Israel is likely to profess not to care that much about the actions of a lame-duck President in a forum that has long been famous for its antipathy to the Jewish State. But in private, Israeli officials are said to be panicking at the fresh gust of wind that the President Obama has blown into the sails of the BDS movement, especially in Europe.
Also panicking are Democratic members of Congress whose re-election prospects in 2018 may have just been sacrificed by the departing leader of their Party. Democratic Senator and reputed Presidential hopeful Sherrod Brown of Ohio, a J Street favorite who is up for re-election in 2018 in a state that Donald Trump won by a 9 percent margin, showed the extent of his own distress on Friday by issuing a statement opposing a U.S. abstention.
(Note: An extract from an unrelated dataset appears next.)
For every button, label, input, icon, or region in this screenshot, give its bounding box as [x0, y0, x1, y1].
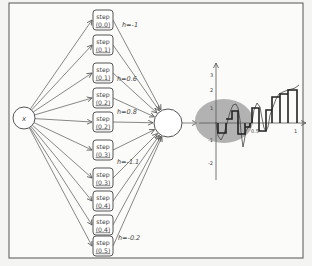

That statement read in part: “Earlier this fall I joined Senate colleagues urging the Administration to uphold its position opposing one-sided resolutions at the U.N. Security Council regarding Israel. Any lasting peace must be negotiated between Israelis and Palestinians, not imposed by the international community.”
Whether issuing such statements will be enough to keep swing-state Jewish voters and other pro-Israel Democrats in line in 2018 remains to be seen—but clearly, the health of the Democratic Party, which lost over 1000 officeholders during Obama’s tenure, is hardly the first thing on the President’s mind, either. What matters is dismantling the alliance system that has kept America and much of the rest of the world secure in favor of a new system of the President’s own devising, in which the U.S. partners with Iran and stands idly by while 500,000 civilians are massacred in Syria, and Russia and China launch cyber-attacks targeting key U.S. institutions without fear of retribution or reprisal—actions that are reserved only for America’s friends.